All the data should be repeated exactly. Any image in it is left out.

[Dataset excerpts]
-------

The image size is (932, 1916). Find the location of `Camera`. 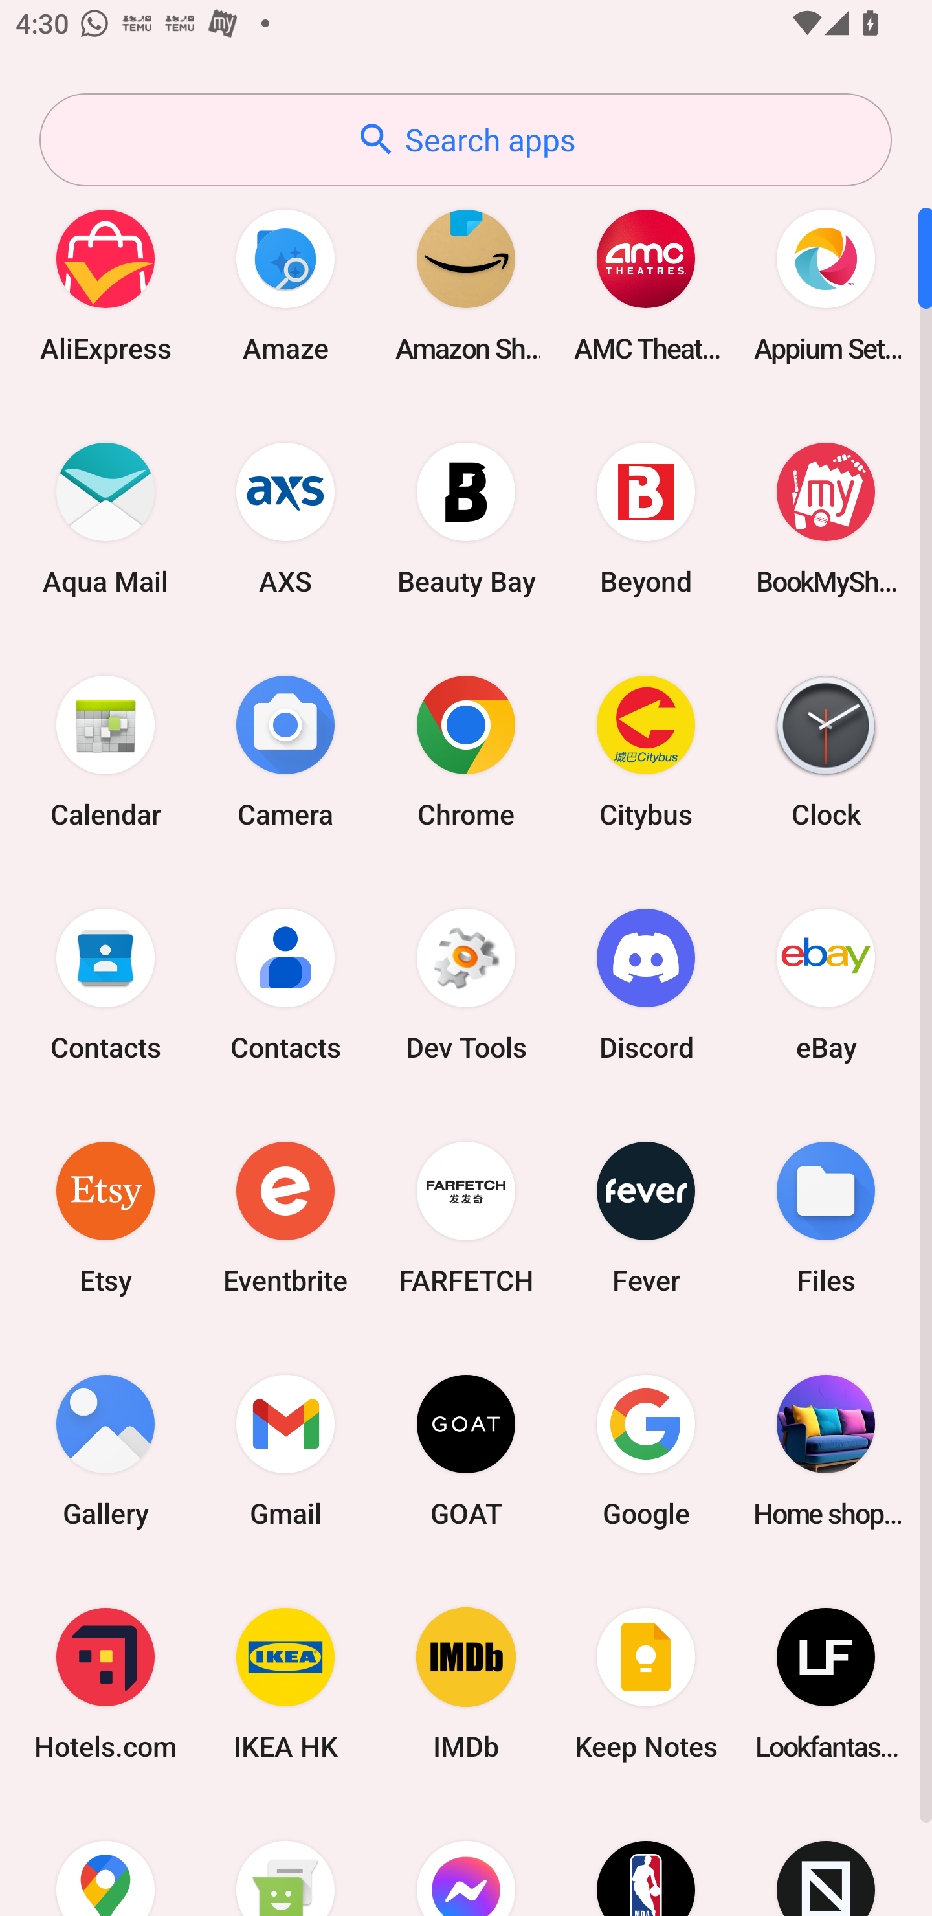

Camera is located at coordinates (286, 751).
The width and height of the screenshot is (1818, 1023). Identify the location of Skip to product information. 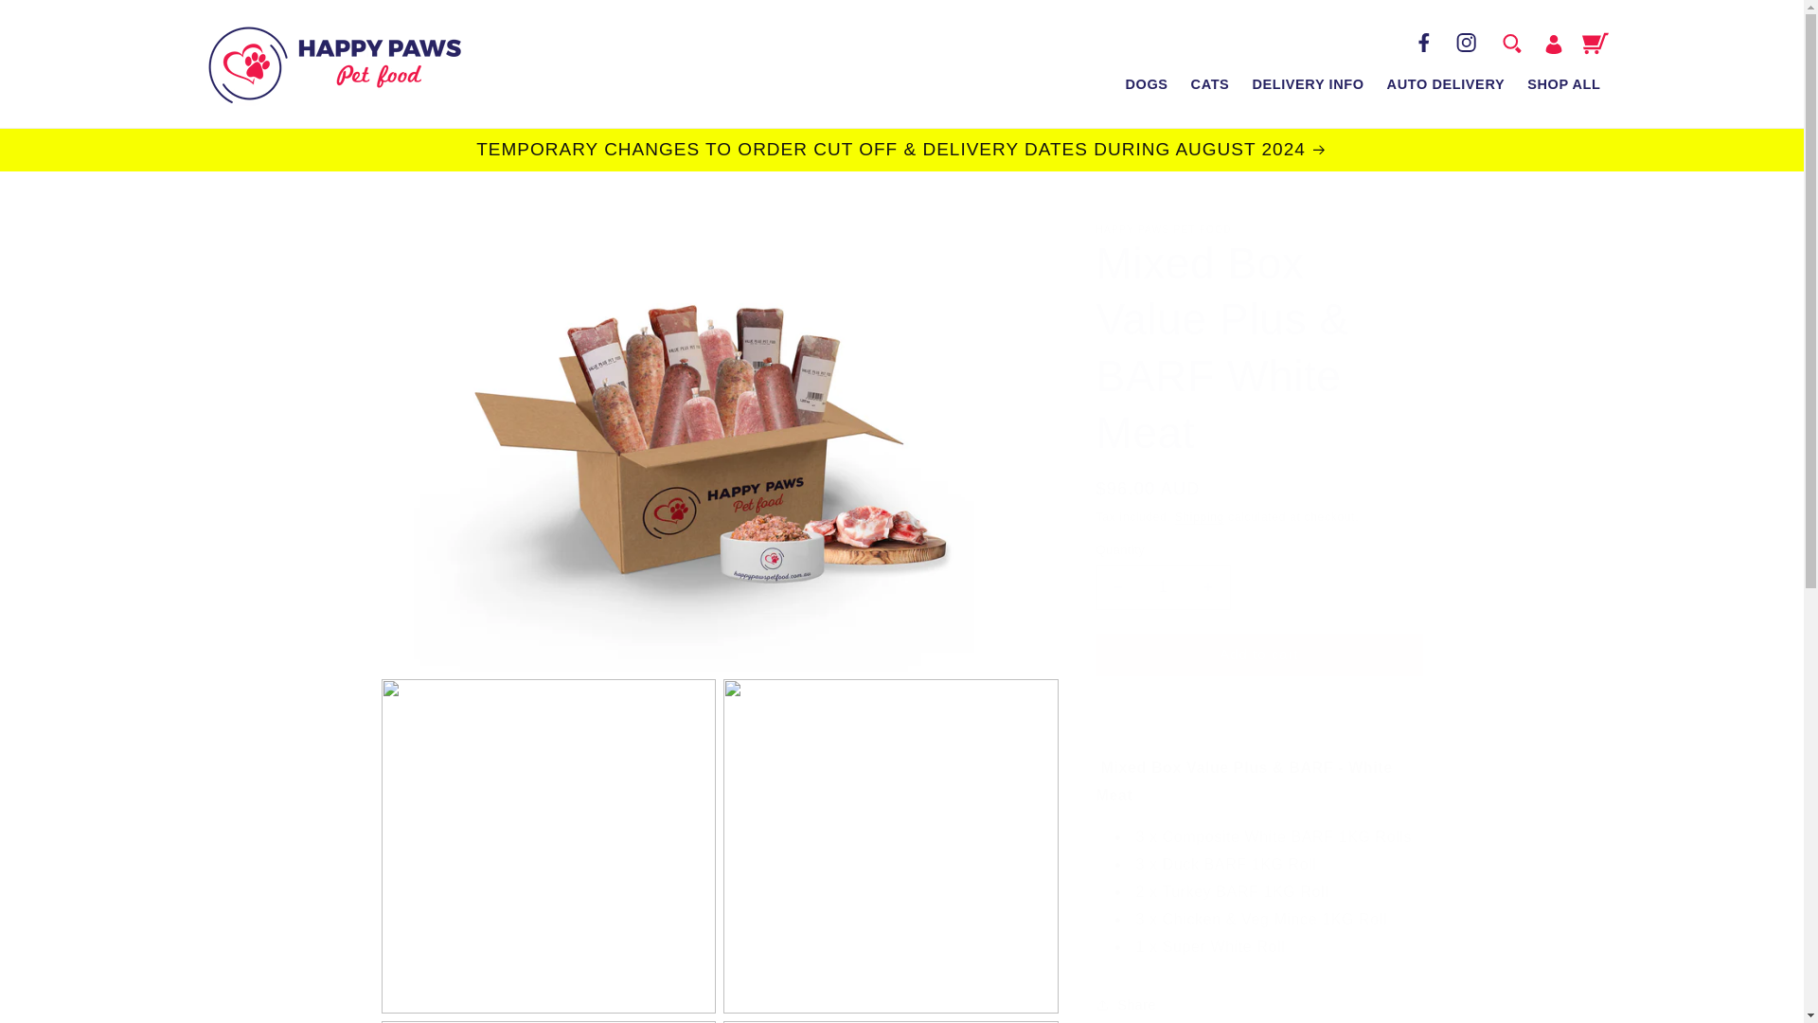
(437, 225).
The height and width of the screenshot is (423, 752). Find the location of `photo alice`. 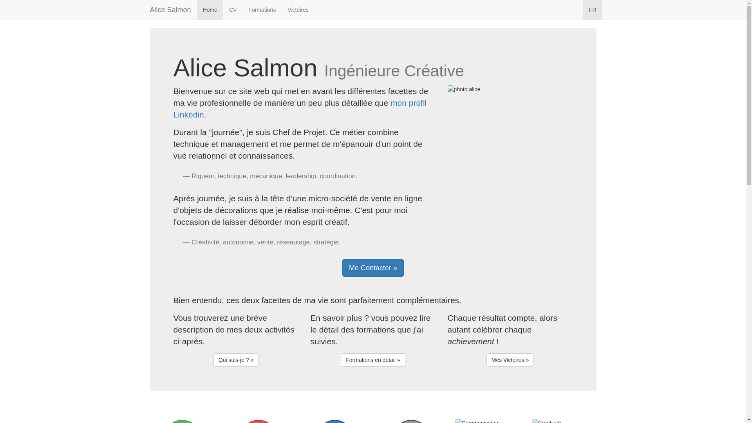

photo alice is located at coordinates (510, 89).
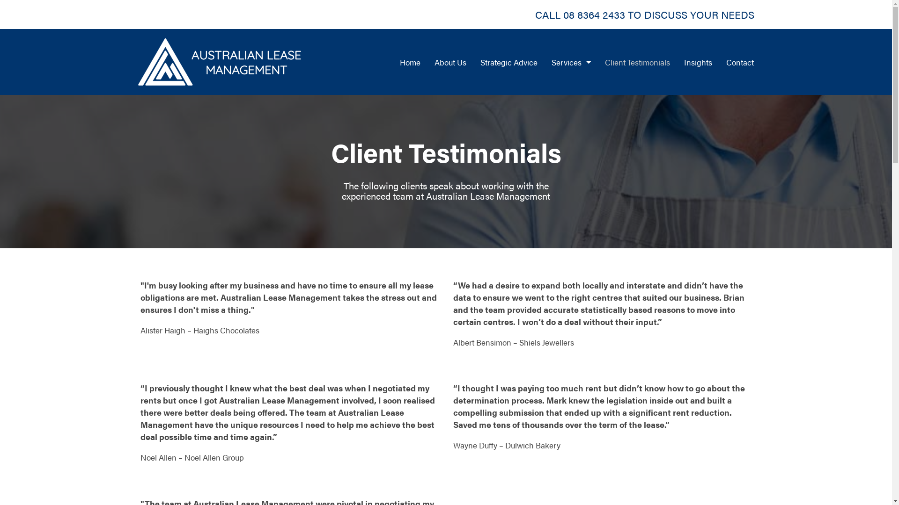 This screenshot has height=505, width=899. Describe the element at coordinates (571, 62) in the screenshot. I see `Services` at that location.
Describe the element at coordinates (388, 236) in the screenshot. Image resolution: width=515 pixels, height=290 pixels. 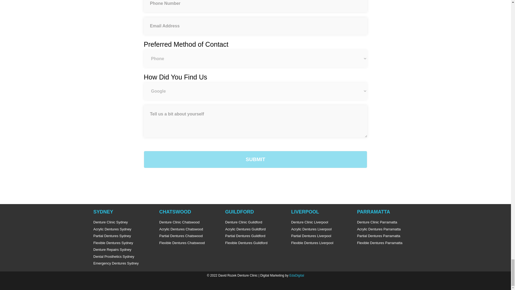
I see `Partial Dentures Parramatta` at that location.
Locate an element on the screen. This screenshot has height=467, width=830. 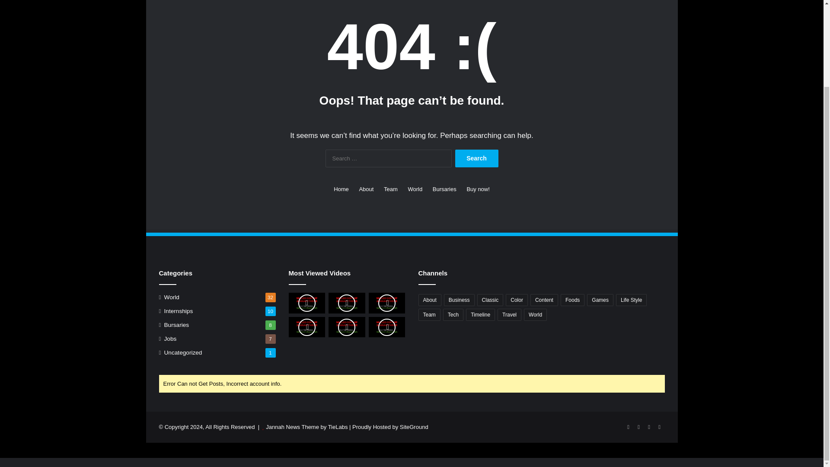
Home is located at coordinates (341, 189).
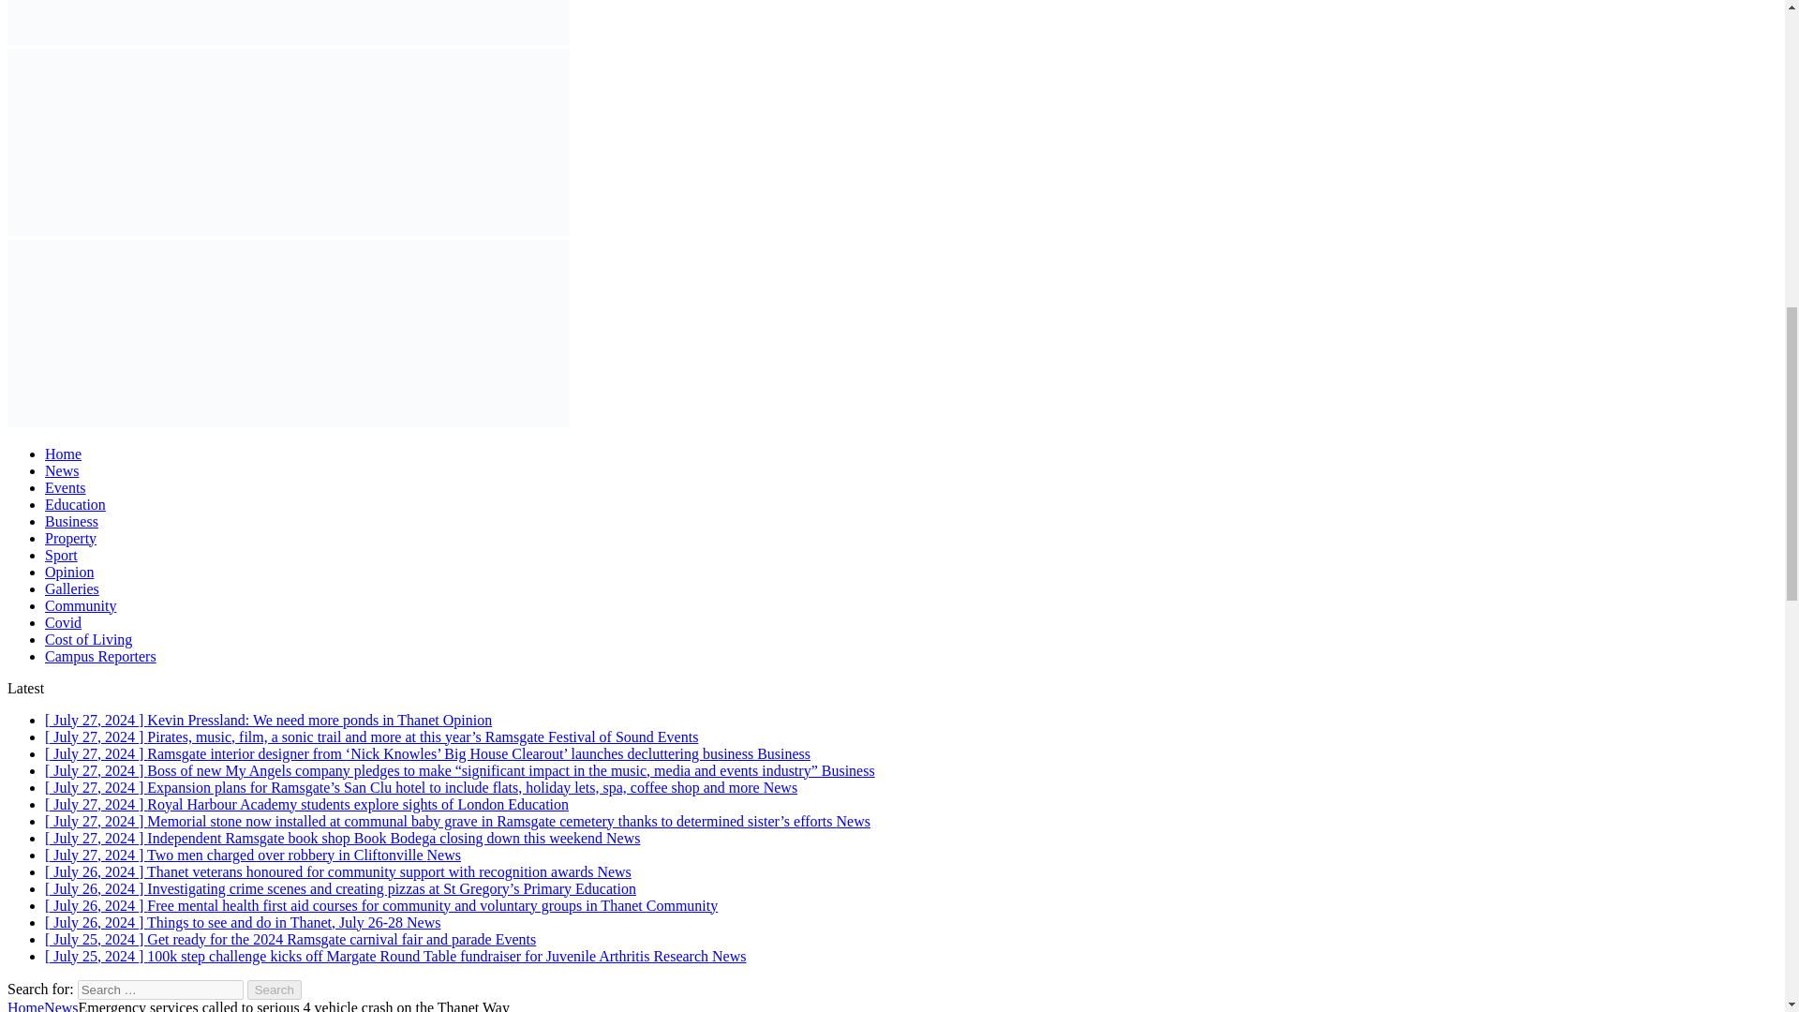  Describe the element at coordinates (63, 453) in the screenshot. I see `Home` at that location.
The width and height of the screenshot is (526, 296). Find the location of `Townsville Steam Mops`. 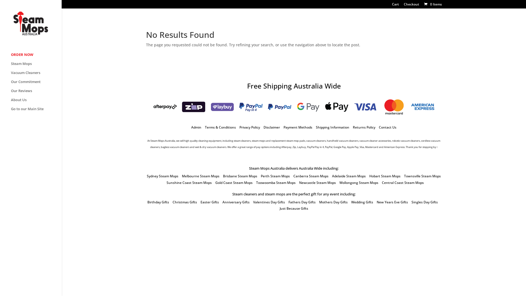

-------

— Answer to the problem —
The image size is (932, 1916). Find the location of `Camera`. 

Camera is located at coordinates (286, 751).
The width and height of the screenshot is (1818, 1023). Identify the location of Skip to product information. 
(437, 225).
The height and width of the screenshot is (423, 752). Find the location of `photo alice`. 

photo alice is located at coordinates (510, 89).
 This screenshot has height=505, width=899. Describe the element at coordinates (571, 62) in the screenshot. I see `Services` at that location.
Describe the element at coordinates (388, 236) in the screenshot. Image resolution: width=515 pixels, height=290 pixels. 
I see `Partial Dentures Parramatta` at that location.
Locate an element on the screen. This screenshot has height=467, width=830. 
Home is located at coordinates (341, 189).
  Describe the element at coordinates (63, 453) in the screenshot. I see `Home` at that location.
The width and height of the screenshot is (526, 296). Find the location of `Townsville Steam Mops`. 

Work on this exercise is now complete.